Dispatches from Pluto: Lost and Found in the Mississippi Delta
Rate it:
7%
Flag icon
It was different being in Mississippi as a resident and a property owner, rather than a visitor passing through. The history of racial violence and injustice was no longer their problem, but mine too, I now realized.
Ben liked this
7%
Flag icon
“Those people in Money are sick and tired of being judged for something that happened more than fifty years ago. But they don’t want to be ignored and forgotten about either.”
7%
Flag icon
“There’s a secret to living here,” she said. “Compartmentalize, compartmentalize, and then compartmentalize some more. If someone tells you that the Muslims are plotting to destroy America, or Obama is the Antichrist, you just seal that away in its own separate compartment,
11%
Flag icon
People here talk about firearms and hunting in the same way that urban liberals go on about nutrition and exercise.
25%
Flag icon
I took a photograph of its beautifully weathered sign: MIDNIGHT GIN. “Don’t be a culture vulture,” said Martha. “Don’t go back to New York and be putting that sign on the label of your small-batch artisanal gin.”
27%
Flag icon
“The kids who live here have never seen one thing built,” said Martha. “They can’t imagine building something themselves, or someone else building it for them. When you grow up in the Delta, everything around you is falling in, and emptying out, and it really affects you. America isn’t supposed to be this way.”
29%
Flag icon
“If you’re easy to find, and hard to fit, we’ve got you covered,” he said, snapping open a pair of jeans with an 86-inch waist.
30%
Flag icon
Once blacks were able to vote in the Delta, they started to win public office, because they outnumbered whites three-to-one, and these days most teachers, principals, school administrators, judges, police officers, mayors, and city and county employees in the Delta were African-American. It was an unusual situation: whites still had the wealth, but blacks held the political power.
31%
Flag icon
biggest issues in western Christian civilization are the white-black race issue and the rich-and-poor issue. Mississippi is at the apex of both. And if anybody in the world can solve the problem, it’s Mississippi.”
32%
Flag icon
Even a simple trip to the grocery store was fraught with racial undertones. If, as a non-Southern white person, you forgot to say “Sir,” or, “Ma’am,” to an older white person working a cash register, it was a slight rudeness, the sort of thing you could expect from Yankees and foreigners. If you neglected to use the same honorifics with a black person in the same circumstance, it would probably be taken as a sign of racism and disrespect.
32%
Flag icon
One of our biggest surprises was meeting African Americans who were against the civil rights movement and who blamed desegregation for the social and economic woes in the black community. It
32%
Flag icon
“MLK was good at integrating lunchrooms and bathrooms, but not social classes. Civil rights taught us that we deserved what the white folks have, and we don’t have to build it for ourselves. It’s a sense of entitlement: you did my grandmother wrong, so you owe me. That man sitting on the corner right there is a product of the civil rights movement.”
33%
Flag icon
Our people are so busy trying to get some of that money into their pockets, and get their nephews and cousins hired on, they can’t see no further. It’s just like James Meredith says. We’re trapped in a four-hundred-year dependency problem. The only thing holding us back is us.”
33%
Flag icon
I love my people, man, don’t get me wrong, but we can’t keep yelling at the white man and acting like that’s going to solve our problems.”
33%
Flag icon
“The whole problem in this Delta is that nobody can see past black and white. Very, very few. So all our energy goes into stopping the other ones, blaming the other ones, trying to get what they have. It’s so obvious that we need to work together, but
35%
Flag icon
I had done the thing that modern life conspires against. I had fully inhabited the present without distraction.
50%
Flag icon
Incarceration was now the second biggest industry in the Delta, after agriculture.
54%
Flag icon
Statistically speaking, poverty produces bad parents and bad students, and the good ones are exceptions.
77%
Flag icon
“You’ve got five to ten percent on either side who hate. Most folks get along now, treat each other with politeness, courtesy, and respect, and that’s really all you can ask for. We don’t all have to be best friends. In your life you’re only going to have five best friends, and they’re going to change over time, but still, most people will have five.”
81%
Flag icon
After 250 years of slavery, 90 years of plantation sharecropping and Jim Crow, and 50 years more of unequal opportunity, deep poverty, and very slowly diminishing racism, black folks were expected to shake all that off like it was nothing and be grateful for their civil rights.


:: Action item ::
Return only the line containing "You are a GUI" and each line after it, exactly as written, through the end of the records.

:: Provided material ::
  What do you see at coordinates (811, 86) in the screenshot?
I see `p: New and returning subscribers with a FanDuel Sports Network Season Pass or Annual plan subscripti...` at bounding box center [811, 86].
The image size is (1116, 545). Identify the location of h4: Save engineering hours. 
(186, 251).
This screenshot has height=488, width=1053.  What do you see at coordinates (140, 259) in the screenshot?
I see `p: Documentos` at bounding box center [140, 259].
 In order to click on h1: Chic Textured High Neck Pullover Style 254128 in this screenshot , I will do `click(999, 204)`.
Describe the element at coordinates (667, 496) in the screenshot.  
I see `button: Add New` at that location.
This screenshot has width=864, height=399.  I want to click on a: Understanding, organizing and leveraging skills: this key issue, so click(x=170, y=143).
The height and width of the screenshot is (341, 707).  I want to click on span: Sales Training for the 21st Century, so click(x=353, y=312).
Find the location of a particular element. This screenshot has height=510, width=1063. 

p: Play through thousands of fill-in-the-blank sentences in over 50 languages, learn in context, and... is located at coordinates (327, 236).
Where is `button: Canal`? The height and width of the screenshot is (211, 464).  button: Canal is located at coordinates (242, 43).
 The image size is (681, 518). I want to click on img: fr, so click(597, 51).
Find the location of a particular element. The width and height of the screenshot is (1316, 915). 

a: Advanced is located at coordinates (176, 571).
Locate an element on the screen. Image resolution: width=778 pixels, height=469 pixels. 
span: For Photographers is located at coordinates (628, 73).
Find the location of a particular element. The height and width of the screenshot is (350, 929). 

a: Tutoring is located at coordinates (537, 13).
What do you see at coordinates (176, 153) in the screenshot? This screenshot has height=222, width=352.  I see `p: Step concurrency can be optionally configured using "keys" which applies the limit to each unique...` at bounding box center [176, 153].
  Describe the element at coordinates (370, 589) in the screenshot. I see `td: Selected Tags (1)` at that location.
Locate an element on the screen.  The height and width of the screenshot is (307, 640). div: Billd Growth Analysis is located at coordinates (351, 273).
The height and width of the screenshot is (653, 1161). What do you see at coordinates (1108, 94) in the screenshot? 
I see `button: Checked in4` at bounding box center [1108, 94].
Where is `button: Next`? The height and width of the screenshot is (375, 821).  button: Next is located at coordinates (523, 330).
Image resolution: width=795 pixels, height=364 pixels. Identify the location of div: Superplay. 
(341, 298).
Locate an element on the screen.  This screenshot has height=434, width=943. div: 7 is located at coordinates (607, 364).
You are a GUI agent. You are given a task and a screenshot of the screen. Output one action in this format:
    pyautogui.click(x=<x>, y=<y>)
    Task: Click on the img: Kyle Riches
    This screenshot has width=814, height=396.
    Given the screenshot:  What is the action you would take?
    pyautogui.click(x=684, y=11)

:: Solution to this exercise ::
You are a GUI agent. You are given a task and a screenshot of the screen. Output one action in this format:
    pyautogui.click(x=<x>, y=<y>)
    Task: Click on the img: Kyle Riches
    This screenshot has width=814, height=396.
    Given the screenshot:  What is the action you would take?
    pyautogui.click(x=684, y=11)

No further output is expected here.